Benchmarking Pay for the US National Soccer Teams

You may have heard a little something about the United States women’s national soccer team and their fight for fair pay, which ended the day after Equal Pay Day. While we know that compensation for both the women’s and men’s teams is set by collective bargaining agreements, play along with us as we look at the process of conducting a salary market study through the lens of this situation. Why? Market studies, where companies evaluate how other organizations with similar jobs are paying, are a common approach to determine how to pay employees for the work they’re doing. They have two main steps: benchmarking the position and defining the market.

Benchmarking the position

Let’s start with the job itself. We’ll need to find an appropriate benchmark job as our basis for comparison. In this case, the benchmark job is “soccer player,” with the core tasks and responsibilities of the job being the same, whether we’re talking about Cristiano Ronaldo or Carli Lloyd on the field.

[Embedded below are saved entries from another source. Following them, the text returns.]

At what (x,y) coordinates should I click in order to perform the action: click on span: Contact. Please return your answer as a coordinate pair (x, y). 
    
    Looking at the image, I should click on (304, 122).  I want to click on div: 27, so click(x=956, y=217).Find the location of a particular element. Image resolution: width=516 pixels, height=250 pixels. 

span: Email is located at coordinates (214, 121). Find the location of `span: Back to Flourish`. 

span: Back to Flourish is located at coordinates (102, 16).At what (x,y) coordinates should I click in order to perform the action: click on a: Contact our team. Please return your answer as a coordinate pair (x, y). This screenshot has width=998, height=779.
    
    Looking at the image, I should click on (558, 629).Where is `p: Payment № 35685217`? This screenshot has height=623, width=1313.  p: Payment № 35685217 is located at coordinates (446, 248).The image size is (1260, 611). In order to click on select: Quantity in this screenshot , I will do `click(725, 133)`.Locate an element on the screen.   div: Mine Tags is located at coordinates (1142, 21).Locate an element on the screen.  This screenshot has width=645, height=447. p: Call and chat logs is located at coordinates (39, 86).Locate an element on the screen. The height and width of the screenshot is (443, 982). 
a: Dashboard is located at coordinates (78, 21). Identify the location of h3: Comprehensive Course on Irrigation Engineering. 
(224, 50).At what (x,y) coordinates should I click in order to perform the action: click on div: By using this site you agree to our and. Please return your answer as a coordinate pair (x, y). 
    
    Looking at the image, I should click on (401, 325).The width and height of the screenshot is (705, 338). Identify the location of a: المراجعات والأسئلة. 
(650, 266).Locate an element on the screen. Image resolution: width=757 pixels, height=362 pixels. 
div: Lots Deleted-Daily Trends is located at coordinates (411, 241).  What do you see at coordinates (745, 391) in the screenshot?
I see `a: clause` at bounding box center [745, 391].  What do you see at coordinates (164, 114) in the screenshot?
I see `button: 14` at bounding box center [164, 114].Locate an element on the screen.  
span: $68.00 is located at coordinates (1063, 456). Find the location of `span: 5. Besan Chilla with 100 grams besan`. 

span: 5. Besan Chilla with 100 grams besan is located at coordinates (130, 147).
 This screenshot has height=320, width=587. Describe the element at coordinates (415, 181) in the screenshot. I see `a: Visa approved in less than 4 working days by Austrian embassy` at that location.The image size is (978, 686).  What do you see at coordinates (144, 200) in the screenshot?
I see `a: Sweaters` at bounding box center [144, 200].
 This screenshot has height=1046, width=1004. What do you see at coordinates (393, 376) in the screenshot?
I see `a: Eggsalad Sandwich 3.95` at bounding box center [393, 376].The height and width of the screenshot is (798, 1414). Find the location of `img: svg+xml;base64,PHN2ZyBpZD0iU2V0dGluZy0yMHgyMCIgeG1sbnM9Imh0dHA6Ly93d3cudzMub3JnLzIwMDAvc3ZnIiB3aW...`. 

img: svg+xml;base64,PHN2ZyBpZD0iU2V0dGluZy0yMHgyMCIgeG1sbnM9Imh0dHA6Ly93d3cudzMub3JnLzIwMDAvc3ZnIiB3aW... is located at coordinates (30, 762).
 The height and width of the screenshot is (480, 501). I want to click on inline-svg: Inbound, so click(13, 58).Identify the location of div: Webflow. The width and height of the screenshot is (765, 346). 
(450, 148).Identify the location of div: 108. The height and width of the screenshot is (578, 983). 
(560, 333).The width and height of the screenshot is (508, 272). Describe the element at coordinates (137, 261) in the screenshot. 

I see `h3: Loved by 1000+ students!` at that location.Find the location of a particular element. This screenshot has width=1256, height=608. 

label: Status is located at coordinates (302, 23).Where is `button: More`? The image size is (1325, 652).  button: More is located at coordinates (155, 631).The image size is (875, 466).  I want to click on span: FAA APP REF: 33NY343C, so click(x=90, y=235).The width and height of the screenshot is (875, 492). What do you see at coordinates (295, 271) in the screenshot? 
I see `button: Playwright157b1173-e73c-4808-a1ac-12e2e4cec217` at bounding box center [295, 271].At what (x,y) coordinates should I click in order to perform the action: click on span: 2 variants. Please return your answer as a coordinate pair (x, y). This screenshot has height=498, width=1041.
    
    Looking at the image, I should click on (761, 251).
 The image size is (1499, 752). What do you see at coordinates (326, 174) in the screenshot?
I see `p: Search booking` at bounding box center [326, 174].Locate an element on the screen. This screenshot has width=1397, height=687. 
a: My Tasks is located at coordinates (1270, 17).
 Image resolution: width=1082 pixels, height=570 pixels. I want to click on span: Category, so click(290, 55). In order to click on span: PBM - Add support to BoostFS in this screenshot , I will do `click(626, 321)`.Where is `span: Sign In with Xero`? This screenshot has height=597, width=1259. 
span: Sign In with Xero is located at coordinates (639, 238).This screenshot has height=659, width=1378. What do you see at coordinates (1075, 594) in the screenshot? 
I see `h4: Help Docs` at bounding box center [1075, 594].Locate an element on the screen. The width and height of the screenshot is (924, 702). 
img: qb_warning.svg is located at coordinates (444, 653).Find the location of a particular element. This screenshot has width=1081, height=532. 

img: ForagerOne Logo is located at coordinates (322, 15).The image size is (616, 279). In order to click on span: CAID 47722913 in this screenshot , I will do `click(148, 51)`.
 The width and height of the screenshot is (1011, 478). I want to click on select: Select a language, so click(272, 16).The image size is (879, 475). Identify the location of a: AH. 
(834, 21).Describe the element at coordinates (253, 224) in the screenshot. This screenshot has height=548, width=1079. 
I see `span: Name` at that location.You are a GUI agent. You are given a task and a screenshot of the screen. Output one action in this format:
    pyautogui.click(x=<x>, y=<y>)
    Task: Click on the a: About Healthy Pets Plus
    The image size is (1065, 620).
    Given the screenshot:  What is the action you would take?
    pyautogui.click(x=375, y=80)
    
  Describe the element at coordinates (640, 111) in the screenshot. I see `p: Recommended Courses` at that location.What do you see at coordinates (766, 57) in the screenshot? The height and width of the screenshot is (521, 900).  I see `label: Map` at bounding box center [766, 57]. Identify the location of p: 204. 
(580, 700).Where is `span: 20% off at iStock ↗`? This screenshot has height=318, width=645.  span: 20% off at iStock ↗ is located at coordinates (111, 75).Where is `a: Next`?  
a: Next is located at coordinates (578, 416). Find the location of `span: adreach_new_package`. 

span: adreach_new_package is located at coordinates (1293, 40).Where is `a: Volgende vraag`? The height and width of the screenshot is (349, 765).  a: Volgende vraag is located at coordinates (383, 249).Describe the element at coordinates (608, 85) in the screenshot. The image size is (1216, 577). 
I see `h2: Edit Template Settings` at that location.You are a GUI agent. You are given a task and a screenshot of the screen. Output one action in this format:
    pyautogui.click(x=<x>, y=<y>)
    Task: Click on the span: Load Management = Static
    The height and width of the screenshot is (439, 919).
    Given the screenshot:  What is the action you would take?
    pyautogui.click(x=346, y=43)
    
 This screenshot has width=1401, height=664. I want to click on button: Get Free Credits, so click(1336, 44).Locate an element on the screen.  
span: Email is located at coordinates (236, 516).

Next, we would consider specific compensable factors that influence how a job is paid in the market. Since we want to benchmark the job to the proficiency point in order to develop a pay range, we’d scale years of experience to represent the peak of a player’s career, probably somewhere between 20 and 25 years of total soccer-playing experience. The skills necessary to be a player at the national-team level would be the same across men and women. Management responsibilities might change whether you were a captain or not, but certainly not based on gender. Formal education and professional certifications as a soccer player would be immaterial compensable factors so we would disregard them here.

Additional factors like goals scored, assists made, 50-50 balls won, speed, strength, or championships won would all affect pay rates, but that would vary by player, not by job, meaning these factors would inform individual salary differences in an organization that sought to pay for performance; there’s no justifiable reason for different weighting based on gender.

Defining the market

Now that we’ve benchmarked the job, let’s take a look at the market itself and whether it’s different for the women’s and men’s teams. While it’s true that not all organizations use their exact organization description as their talent market for comparison, in this case and for this exercise, it makes sense to do so.

  • Location scope: United States (nationwide)
  • Organization type: The United States Soccer Federation (USSF), the governing body for both teams, is a Non-Profit Organization.
  • Industry: Sports Team or Club
  • Organization size: Both teams field 23-player rosters.
  • Annual revenue: When measuring organization size by revenue, organizations with higher revenue often pay more, which makes sense, given that they can afford to do so and it can be a competitive advantage for them in the battle for top talent. Here’s where we finally see a difference that might justify a disparity in pay between the women’s and men’s teams—except it doesn’t shake out the way you might expect: in 2015, the men’s team brought in $21 million in revenue while the women’s team brought in $23.5 million. The women are also expected to continue out-earning the men based on the 2016 budget report from the USSF.

Thus if we were to conduct a market study using comp best practices to determine pay for the United States women’s and men’s national soccer teams, the market would indicate that the pay disparity at the heart of the 2016 wage discrimination complaint was not justified (and frankly, severely inequitable and unethical). In fact, if the United States Soccer Federation’s comp philosophy were to pay for performance, one could argue that the women—three-time World Cup winners—should be paid significantly more than the men, who have failed to advance beyond the World Cup quarterfinals in 84 years.